- First Name
- Mike
- Joined
- Jan 2, 2021
- Threads
- 1
- Messages
- 88
- Reaction score
- 110
- Location
- Newport Beach, Ca
- Vehicle(s)
- JLU Rubicon
- Your Bronco Model
- Badlands
I was thinking that but if you had a jeep and got a spacer lift it would come with bump stops that limit it to.. and if you wanted to spend less than 2600 for wheels, tires, lift, shocks especially coilover shocks.. you would certainly have to go with a spacer lift.. so it's relatively the same as a rubicon with spacer lift and 35's .. which i ran for sometime.. and the vehicle was totally capable i never found myself totally upset that i didn't have that extra half inch of UPWARDS wheel travel.. and then i looked at what lifts for raptors cost and pooped my pants, hopefully its more expensive because the raptor is heavier, but if its really that lifts cost more for IFS .. then i am fine with the spacer lift.. because i am just not in a place to spend 8-10k on a lift wheel and tires on a 58k vehicleThat was a very informative read, but it leaves me wanting much more information.

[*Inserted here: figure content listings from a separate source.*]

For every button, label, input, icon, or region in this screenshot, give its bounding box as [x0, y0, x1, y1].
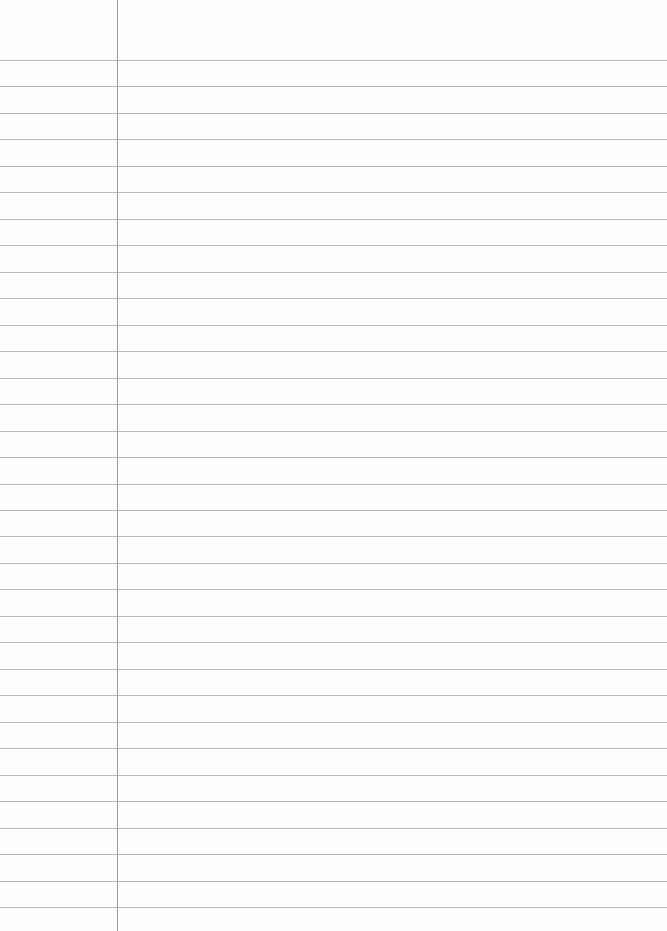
- margin-line: [117, 0, 118, 931]
- ruled-line: [0, 166, 667, 167]
- ruled-line: [0, 60, 667, 61]
- ruled-line: [0, 616, 667, 617]
- ruled-line: [0, 272, 667, 273]
- ruled-line: [0, 695, 667, 696]
- ruled-line: [0, 219, 667, 220]
- ruled-line: [0, 192, 667, 193]
- ruled-line: [0, 669, 667, 670]
- ruled-line: [0, 563, 667, 564]
- ruled-line: [0, 510, 667, 511]
- ruled-line: [0, 484, 667, 485]
- ruled-line: [0, 589, 667, 590]
- ruled-line: [0, 351, 667, 352]
- ruled-line: [0, 139, 667, 140]
- ruled-line: [0, 642, 667, 643]
- ruled-line: [0, 722, 667, 723]
- ruled-line: [0, 245, 667, 246]
- ruled-line: [0, 881, 667, 882]
- ruled-line: [0, 113, 667, 114]
- ruled-line: [0, 801, 667, 802]
- ruled-line: [0, 431, 667, 432]
- ruled-line: [0, 775, 667, 776]
- ruled-line: [0, 907, 667, 908]
- ruled-line: [0, 828, 667, 829]
- ruled-line: [0, 748, 667, 749]
- ruled-line: [0, 404, 667, 405]
- ruled-line: [0, 325, 667, 326]
- lined-paper: [0, 0, 667, 931]
- ruled-line: [0, 536, 667, 537]
- ruled-line: [0, 298, 667, 299]
- ruled-line: [0, 854, 667, 855]
- ruled-line: [0, 86, 667, 87]
- ruled-line: [0, 457, 667, 458]
- ruled-line: [0, 378, 667, 379]
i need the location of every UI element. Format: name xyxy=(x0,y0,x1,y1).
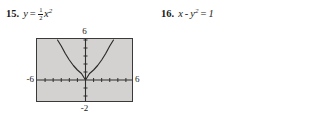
equation-16-lhs: x xyxy=(178,8,183,19)
graph-15-label-bottom: -2 xyxy=(81,104,89,113)
graph-15-label-top: 6 xyxy=(82,27,87,36)
graph-15-svg xyxy=(37,39,133,102)
graph-15: 6 -2 -6 6 xyxy=(36,38,133,102)
problem-16-equation: x-y2=1 xyxy=(178,8,214,19)
equation-15-fraction-numerator: 1 xyxy=(38,7,43,14)
equation-15-lhs: y xyxy=(23,8,28,19)
problem-16-number: 16. xyxy=(161,8,174,19)
equation-15-relation: = xyxy=(30,8,36,19)
problem-16: 16.x-y2=1 3 -3 -1 8 xyxy=(155,0,310,126)
worksheet-page: 15.y=12x2 6 -2 -6 6 xyxy=(0,0,310,126)
problem-15: 15.y=12x2 6 -2 -6 6 xyxy=(0,0,155,126)
problem-15-heading: 15.y=12x2 xyxy=(6,7,52,21)
equation-16-operator: - xyxy=(185,8,189,19)
graph-15-label-left: -6 xyxy=(27,75,35,84)
graph-15-screen xyxy=(36,38,133,102)
equation-15-fraction: 12 xyxy=(38,7,43,21)
equation-16-exponent: 2 xyxy=(195,6,199,14)
problem-16-heading: 16.x-y2=1 xyxy=(161,7,214,19)
equation-16-rhs: 1 xyxy=(208,8,213,19)
graph-15-label-right: 6 xyxy=(135,75,140,84)
equation-15-exponent: 2 xyxy=(49,7,53,15)
equation-15-fraction-denominator: 2 xyxy=(38,14,43,22)
problem-15-number: 15. xyxy=(6,8,19,19)
equation-16-relation: = xyxy=(200,8,206,19)
problem-15-equation: y=12x2 xyxy=(23,8,52,19)
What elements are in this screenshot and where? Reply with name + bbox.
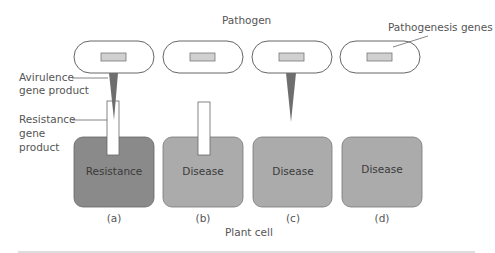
outcome-c: Disease xyxy=(253,165,333,177)
label-pathogenesis-genes: Pathogenesis genes xyxy=(388,21,493,34)
panel-label-b: (b) xyxy=(163,212,243,224)
outcome-d: Disease xyxy=(342,163,422,175)
title-pathogen: Pathogen xyxy=(222,14,271,27)
pathogen-c xyxy=(252,41,332,73)
panel-label-a: (a) xyxy=(74,212,154,224)
resistance-product-b xyxy=(198,102,210,155)
panel-label-c: (c) xyxy=(253,212,333,224)
label-plant-cell: Plant cell xyxy=(225,226,273,239)
pathogen-b xyxy=(163,41,243,73)
panel-label-d: (d) xyxy=(342,212,422,224)
label-resistance-2: gene xyxy=(19,127,45,140)
label-resistance-3: product xyxy=(19,141,59,154)
outcome-b: Disease xyxy=(163,165,243,177)
pathogen-a xyxy=(74,41,154,73)
label-avirulence-2: gene product xyxy=(19,84,89,97)
label-avirulence-1: Avirulence xyxy=(19,71,74,84)
label-resistance-1: Resistance xyxy=(19,113,76,126)
pathogen-d xyxy=(340,41,420,73)
avirulence-product-c xyxy=(286,73,296,122)
outcome-a: Resistance xyxy=(74,165,154,177)
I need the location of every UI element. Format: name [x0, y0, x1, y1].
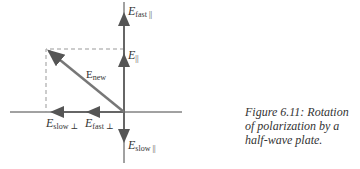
label-e-parallel: E||	[128, 48, 139, 63]
figure-caption: Figure 6.11: Rotation of polarization by…	[245, 105, 355, 147]
label-e-slow-parallel: Eslow ||	[128, 138, 156, 153]
vector-e-new	[49, 51, 124, 112]
label-e-fast-perp: Efast ⊥	[85, 116, 113, 131]
label-e-slow-perp: Eslow ⊥	[46, 116, 78, 131]
label-e-new: Enew	[86, 68, 106, 80]
label-e-fast-parallel: Efast ||	[128, 4, 152, 19]
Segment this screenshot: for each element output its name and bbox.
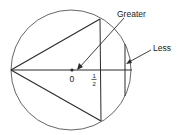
less-arrow	[129, 50, 151, 62]
greater-arrow	[79, 18, 124, 68]
less-arrowhead-icon	[126, 59, 132, 64]
circle-chord-diagram: Greater Less 0 1 2	[0, 0, 178, 135]
vertical-chord-half	[100, 19, 101, 121]
less-label: Less	[153, 43, 171, 53]
triangle-lower-side	[11, 70, 101, 121]
greater-label: Greater	[117, 9, 146, 19]
half-label-denominator: 2	[93, 81, 97, 87]
center-point	[70, 68, 73, 71]
center-label: 0	[70, 74, 75, 84]
triangle-upper-side	[11, 19, 100, 70]
half-label-numerator: 1	[93, 73, 97, 79]
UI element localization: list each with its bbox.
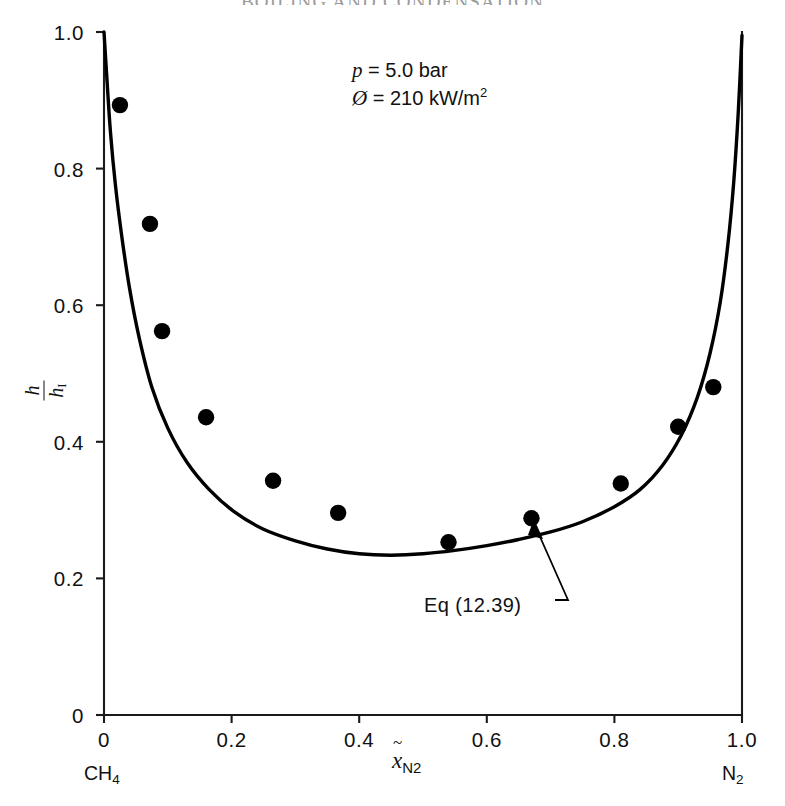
- right-endpoint-label: N2: [722, 762, 744, 785]
- x-tick-label: 0.6: [457, 728, 517, 752]
- data-point: [523, 510, 539, 526]
- x-axis-symbol: x: [392, 748, 402, 774]
- x-tick-label: 0.2: [202, 728, 262, 752]
- left-endpoint-text: CH: [84, 762, 112, 784]
- axis-frame: [104, 32, 742, 715]
- y-tick-label: 1.0: [22, 21, 84, 45]
- x-ticks: [104, 715, 742, 723]
- x-axis-subscript: N2: [402, 759, 421, 776]
- y-ticks: [96, 32, 104, 715]
- y-axis-title: hhI: [22, 361, 67, 421]
- data-point: [142, 216, 158, 232]
- y-tick-label: 0: [22, 704, 84, 728]
- data-point: [265, 473, 281, 489]
- data-point: [440, 534, 456, 550]
- figure-page: BOILING AND CONDENSATION: [0, 0, 785, 806]
- equation-annotation: Eq (12.39): [424, 594, 521, 617]
- data-point: [112, 97, 128, 113]
- plot-canvas: [0, 0, 785, 806]
- data-point: [613, 475, 629, 491]
- y-axis-numerator: h: [22, 380, 44, 400]
- y-axis-denominator: hI: [44, 380, 67, 400]
- pressure-value: = 5.0 bar: [368, 59, 448, 81]
- left-endpoint-label: CH4: [84, 762, 120, 785]
- data-point: [670, 419, 686, 435]
- data-point: [154, 323, 170, 339]
- data-point: [705, 379, 721, 395]
- right-endpoint-sub: 2: [736, 772, 744, 787]
- heatflux-exponent: 2: [480, 85, 487, 100]
- heatflux-symbol: Ø: [352, 86, 367, 110]
- left-endpoint-sub: 4: [112, 772, 120, 787]
- y-tick-label: 0.4: [22, 431, 84, 455]
- data-point: [198, 409, 214, 425]
- x-tick-label: 0.8: [584, 728, 644, 752]
- pressure-symbol: p: [352, 58, 363, 82]
- x-axis-subscript-number: 2: [413, 759, 421, 776]
- x-tick-label: 0: [74, 728, 134, 752]
- x-tick-label: 0.4: [329, 728, 389, 752]
- chart-figure: 1.0 0.8 0.6 0.4 0.2 0 0 0.2 0.4 0.6 0.8 …: [0, 0, 785, 806]
- y-axis-denominator-sub: I: [54, 383, 69, 387]
- pressure-condition: p = 5.0 bar: [352, 56, 487, 84]
- conditions-annotation: p = 5.0 bar Ø = 210 kW/m2: [352, 56, 487, 113]
- y-tick-label: 0.8: [22, 158, 84, 182]
- x-axis-title: xN2: [392, 748, 421, 774]
- heatflux-condition: Ø = 210 kW/m2: [352, 84, 487, 112]
- heatflux-value: = 210 kW/m: [373, 87, 480, 109]
- y-axis-denominator-text: h: [45, 388, 67, 398]
- data-point: [330, 505, 346, 521]
- x-axis-subscript-element: N: [402, 759, 413, 776]
- right-endpoint-text: N: [722, 762, 736, 784]
- x-tick-label: 1.0: [712, 728, 772, 752]
- y-tick-label: 0.6: [22, 294, 84, 318]
- y-tick-label: 0.2: [22, 567, 84, 591]
- y-axis-fraction: hhI: [22, 380, 67, 400]
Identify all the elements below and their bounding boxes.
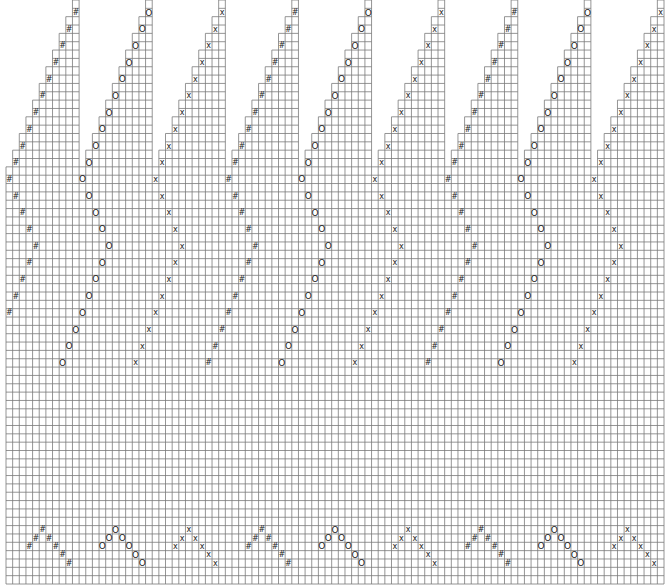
- hash-symbol: #: [232, 192, 239, 201]
- cross-symbol: x: [186, 525, 191, 534]
- circle-symbol: O: [66, 341, 73, 351]
- hash-symbol: #: [245, 225, 252, 234]
- hash-symbol: #: [52, 58, 59, 67]
- cross-symbol: x: [638, 542, 643, 551]
- cross-symbol: x: [386, 142, 391, 151]
- hash-symbol: #: [19, 275, 26, 284]
- hash-symbol: #: [225, 308, 232, 317]
- circle-symbol: O: [537, 258, 544, 268]
- circle-symbol: O: [544, 533, 551, 543]
- circle-symbol: O: [72, 325, 79, 335]
- cross-symbol: x: [379, 192, 384, 201]
- circle-symbol: O: [305, 191, 312, 201]
- circle-symbol: O: [298, 174, 305, 184]
- cross-symbol: x: [652, 25, 657, 34]
- hash-symbol: #: [451, 292, 458, 301]
- cross-symbol: x: [612, 125, 617, 134]
- hash-symbol: #: [239, 142, 246, 151]
- circle-symbol: O: [292, 325, 299, 335]
- circle-symbol: O: [345, 58, 352, 68]
- circle-symbol: O: [351, 41, 358, 51]
- hash-symbol: #: [219, 325, 226, 334]
- hash-symbol: #: [285, 559, 292, 568]
- hash-symbol: #: [26, 542, 33, 551]
- hash-symbol: #: [33, 242, 40, 251]
- hash-symbol: #: [438, 325, 445, 334]
- cross-symbol: x: [140, 342, 145, 351]
- circle-symbol: O: [99, 124, 106, 134]
- hash-symbol: #: [245, 258, 252, 267]
- cross-symbol: x: [612, 542, 617, 551]
- cross-symbol: x: [618, 534, 623, 543]
- circle-symbol: O: [511, 325, 518, 335]
- hash-symbol: #: [259, 91, 266, 100]
- cross-symbol: x: [213, 25, 218, 34]
- cross-symbol: x: [605, 275, 610, 284]
- cross-symbol: x: [153, 175, 158, 184]
- circle-symbol: O: [125, 58, 132, 68]
- cross-symbol: x: [579, 342, 584, 351]
- circle-symbol: O: [318, 541, 325, 551]
- cross-symbol: x: [592, 175, 597, 184]
- cross-symbol: x: [180, 242, 185, 251]
- circle-symbol: O: [358, 558, 365, 568]
- cross-symbol: x: [392, 225, 397, 234]
- circle-symbol: O: [145, 8, 152, 18]
- hash-symbol: #: [26, 258, 33, 267]
- hash-symbol: #: [504, 559, 511, 568]
- circle-symbol: O: [331, 91, 338, 101]
- cross-symbol: x: [612, 225, 617, 234]
- cross-symbol: x: [379, 158, 384, 167]
- hash-symbol: #: [458, 208, 465, 217]
- cross-symbol: x: [632, 75, 637, 84]
- cross-symbol: x: [605, 208, 610, 217]
- cross-symbol: x: [612, 258, 617, 267]
- hash-symbol: #: [465, 225, 472, 234]
- hash-symbol: #: [245, 125, 252, 134]
- cross-symbol: x: [392, 258, 397, 267]
- circle-symbol: O: [278, 358, 285, 368]
- cross-symbol: x: [366, 325, 371, 334]
- circle-symbol: O: [524, 191, 531, 201]
- circle-symbol: O: [132, 41, 139, 51]
- cross-symbol: x: [625, 525, 630, 534]
- hash-symbol: #: [33, 534, 40, 543]
- cross-symbol: x: [618, 108, 623, 117]
- hash-symbol: #: [205, 358, 212, 367]
- cross-symbol: x: [432, 559, 437, 568]
- cross-symbol: x: [359, 342, 364, 351]
- cross-symbol: x: [419, 58, 424, 67]
- hash-symbol: #: [33, 108, 40, 117]
- hash-symbol: #: [445, 308, 452, 317]
- hash-symbol: #: [239, 275, 246, 284]
- cross-symbol: x: [419, 542, 424, 551]
- circle-symbol: O: [584, 8, 591, 18]
- hash-symbol: #: [26, 225, 33, 234]
- circle-symbol: O: [86, 191, 93, 201]
- grid-lines: [6, 0, 664, 584]
- cross-symbol: x: [412, 534, 417, 543]
- hash-symbol: #: [19, 208, 26, 217]
- hash-symbol: #: [19, 142, 26, 151]
- cross-symbol: x: [153, 308, 158, 317]
- circle-symbol: O: [325, 533, 332, 543]
- cross-symbol: x: [166, 142, 171, 151]
- cross-symbol: x: [652, 559, 657, 568]
- hash-symbol: #: [245, 542, 252, 551]
- cross-symbol: x: [572, 358, 577, 367]
- hash-symbol: #: [491, 58, 498, 67]
- circle-symbol: O: [325, 241, 332, 251]
- cross-symbol: x: [173, 125, 178, 134]
- hash-symbol: #: [485, 75, 492, 84]
- cross-symbol: x: [426, 550, 431, 559]
- cross-symbol: x: [645, 550, 650, 559]
- cross-symbol: x: [173, 542, 178, 551]
- hash-symbol: #: [252, 108, 259, 117]
- circle-symbol: O: [571, 41, 578, 51]
- circle-symbol: O: [564, 58, 571, 68]
- cross-symbol: x: [399, 108, 404, 117]
- cross-symbol: x: [399, 534, 404, 543]
- cross-symbol: x: [598, 158, 603, 167]
- cross-symbol: x: [625, 91, 630, 100]
- hash-symbol: #: [252, 534, 259, 543]
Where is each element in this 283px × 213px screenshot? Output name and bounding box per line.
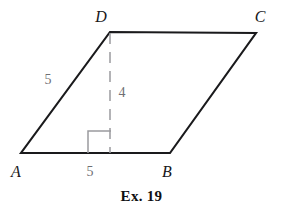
altitude-length-label: 4	[119, 86, 126, 100]
right-angle-marker	[88, 131, 111, 153]
parallelogram-outline	[21, 32, 256, 153]
vertex-label-d: D	[95, 9, 107, 25]
vertex-label-c: C	[255, 9, 266, 25]
base-ab-length-label: 5	[87, 165, 94, 179]
geometry-figure: D C A B 5 4 5 Ex. 19	[0, 0, 283, 213]
figure-caption: Ex. 19	[0, 188, 283, 205]
vertex-label-a: A	[11, 164, 21, 180]
vertex-label-b: B	[162, 164, 172, 180]
parallelogram-diagram	[0, 0, 283, 213]
side-ad-length-label: 5	[45, 73, 52, 87]
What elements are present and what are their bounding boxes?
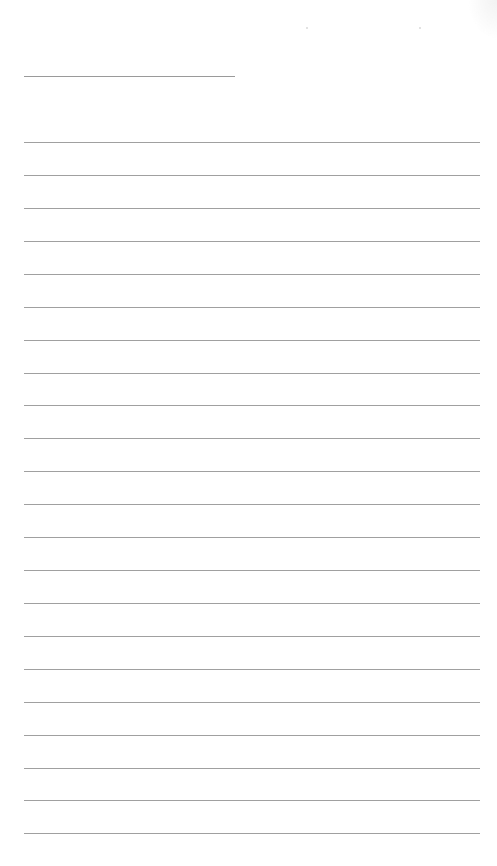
- scan-speck: [306, 27, 308, 29]
- ruled-line: [24, 636, 480, 637]
- scan-speck: [419, 27, 421, 29]
- ruled-line: [24, 833, 480, 834]
- ruled-line: [24, 471, 480, 472]
- ruled-line: [24, 702, 480, 703]
- ruled-line: [24, 603, 480, 604]
- ruled-line: [24, 142, 480, 143]
- ruled-line: [24, 274, 480, 275]
- ruled-line: [24, 768, 480, 769]
- ruled-line: [24, 570, 480, 571]
- ruled-line: [24, 438, 480, 439]
- ruled-line: [24, 537, 480, 538]
- ruled-line: [24, 669, 480, 670]
- ruled-line: [24, 405, 480, 406]
- ruled-line: [24, 800, 480, 801]
- ruled-line: [24, 307, 480, 308]
- ruled-line: [24, 241, 480, 242]
- ruled-line: [24, 735, 480, 736]
- ruled-line: [24, 373, 480, 374]
- title-line: [24, 76, 235, 77]
- ruled-line: [24, 208, 480, 209]
- lined-page: [0, 0, 497, 866]
- ruled-line: [24, 340, 480, 341]
- scan-corner-shadow: [467, 0, 497, 40]
- ruled-line: [24, 504, 480, 505]
- ruled-line: [24, 175, 480, 176]
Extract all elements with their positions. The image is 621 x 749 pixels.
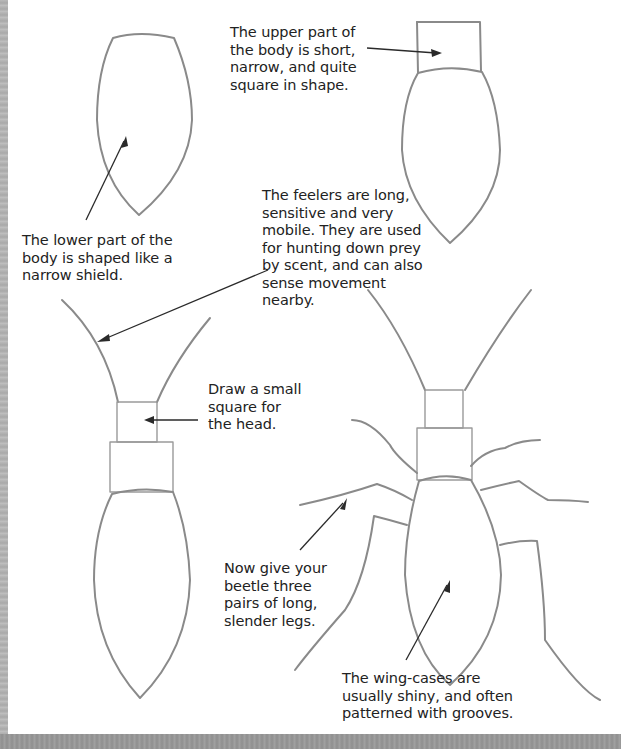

The key thing I noted is that the Badland's VCI will out perform the Rubicon's within 90% of the Rubicon's articulation. I interpret that to mean that the Sasquatch suspension VCI will be better within ~85%, since the bump stops will limit the travel. Still dang good. The base suspension (Base, BB, BD, OB, non-Sasquatch) will compare even less favorably, which (although I couldn't care less about how my Bronco will compare to a Wrangler) leaves me wondering if the base suspension will be good enough for backcountry roads I regularly travel.
And that, has me second guessing my freakin order! Do I change my order to a BL, or stick with a BD and my plan to upgrade the suspension later on? We need more information on the FPP suspension!